Saturday, July 16, 2011

CHRYSLER BUILDING

The building occupies an easily visible site, across the street from the Grand Central Terminal, where subway lines, commuter rail lines, and long-distance rail lines converge. Other buildings in the area attract less attention because their towers are rectilinear, and thus commonplace. Not only does the Chrysler spire draw attention at close range as well as from afar, but also the ground floor features tall, angular entrances, a lavishly decorated lobby, and beautifully inlaid elevator cabs. Several setbacks along the building’s silhouette have easily visible decorations including metal eagles, winged radiator caps, and a brick frieze of Chrysler automobiles. The combination of stiff stylization and recognizable imagery marks a phase of the style known as Art Deco, an amalgam of French-inspired semi-abstraction and popular, easily intelligible subject matter. The decorative forms at the Chrysler Building are more energetic than the more classicizing ones used at the contemporary Waldorf-Astoria Hotel.

All this came about when Walter Chrysler, Jr., a free spirit in his family of automobile industrialists, obtained the building site and existing plans in 1928. Between 1925 and 1929, high-rise office construction in New York City expanded markedly, and a site convenient to public transportation was an ideal one for luring tenants in a highly competitive market. There are entrances to the subway and terminal system within the building, so that people could avoid walking outdoors to reach their workplaces.

To design the project, Chrysler employed William Van Alen, a socially well- connected architect trained in the neo Renaissance tradition of the École des Beaux-Arts who accommodated his work to the stylistic preferences of his clients. For Chrysler he created a building that is seen as glamorous, amusing, and utilitarian all at once, although it is rarely considered to exemplify serious high art. Neither architect nor client was making a profound aesthetic or philosophical statement; the aim was pragmatic: to be distinctive, as a good advertisement is. Van Allen was probably prodded by Chrysler to design details in a more popular contemporary mode than was customary for this architect.

The owner hoped to capture additional publicity by building the world’s tallest office building. The title was then held by 40 Wall-Street, but Chrysler expected that his building in the newer office zone of midtown Manhattan would confirm a trend toward relocation of major firms to the Grand Central area. He did not achieve his goal because the owners of the nearby rival Empire State Building commissioned a last-minute change of design from their architects and erected a higher tower. Nevertheless, the Chrysler tower earns more aesthetic admiration.

The imaginations of architect and client were constrained by the zoning regulations of New York City, which decreed that buildings taller than specified limits had to be set back from the building line on several sides. The setback rules applied particularly to the silhouette above a legal multiple of the adjacent street width.

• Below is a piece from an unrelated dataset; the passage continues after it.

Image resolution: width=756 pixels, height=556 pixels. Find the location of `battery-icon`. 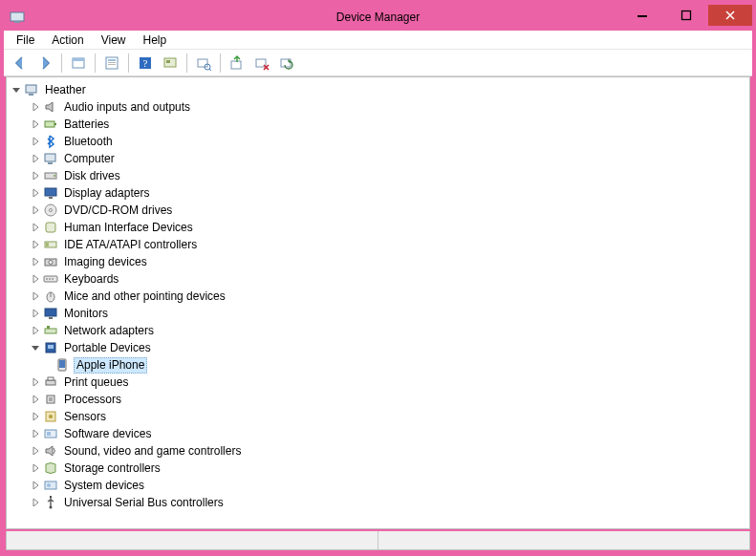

Above that level, the building had to recede until it occupied only one-quarter of the site, at which point it could rise as a tower to any height that the owner desired; this accounts for the setbacks and tower of the Chrysler Building.

Their imaginations were also constrained by the building code, which required provisions for safety and health, and also by the customs of the day. These determined that tenants would not rent office space that was more than 30 feet from perimeter windows, as deeper spaces were considered to lack sufficient light and air. Accordingly, owners and architects designed insets, courtyards, and other receding forms to produce maximal office space and minimal storage or service space, as the latter rented at lower rates per square foot.

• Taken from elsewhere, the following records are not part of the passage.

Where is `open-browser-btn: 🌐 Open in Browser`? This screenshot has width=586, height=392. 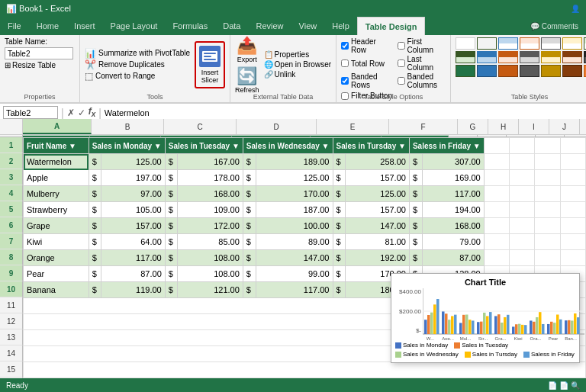 open-browser-btn: 🌐 Open in Browser is located at coordinates (298, 64).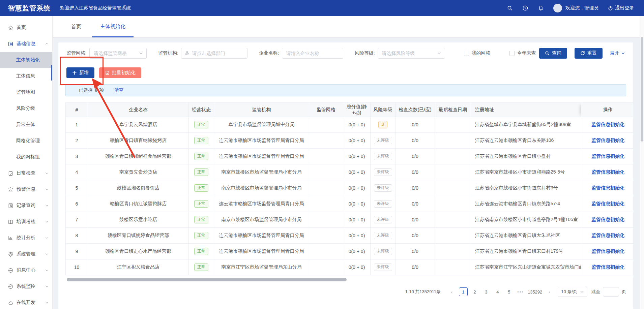 Image resolution: width=644 pixels, height=309 pixels. What do you see at coordinates (26, 286) in the screenshot?
I see `sidebar-item-16: 系统监控` at bounding box center [26, 286].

No constraints seem to have operated when it came to decorating the Chrysler Building. At ground level, shops along the street and the entrances to the building were given angular decoration, much of it in metal that forecast vibrant embellishments inside. The lobby, entered from both Lexington Avenue and 42nd Street, appears triangular, thus unusual in a city where axial lobbies are the norm. The Chrysler’s lobby is decorated in warm colors of inlaid wood, of metal, and of paint. Above the marble and granite walls, a ceiling mural by Edward Trumbull depicts the building, airplanes, the Chrysler automobile assembly line, and other emblems of modernity. The 30 elevator cabs are inlaid in wood veneer on steel, featuring simplified floral forms and geometric shapes, separated into panels.

The office floors have double-loaded corridors and office spaces that were standard at the period of their construction; several revisions have-been made to parts of the interior since the building was completed in 1930. At the top of the tower is a tall space, furnished for dining and receptions. The exterior surface is made primarily of pale brick over a steel frame; stainless steel marks the entrances, decorative details, and the tower. Tower lighting, originally planned, was activated in 1981.

Minor alterations and restoration especially of the lobby, entrances, and ornamental features, followed several changes of ownership. In 1978 the New York City Landmarks Preservation Commission designated the Chrysler Building as a municipal landmark. This prevents the owners from changing the designated features unless severe economic hardship can be demonstrated. Aware of the building’s prestige, owners have generally been willing to repair essential functional and ornamental features. The building is now admired as a delightful relic of an optimistic era in skyscraper building and an urban icon, although, having always functioned as an obvious self advertisement, it has not been regarded as a seminal work of modern architecture.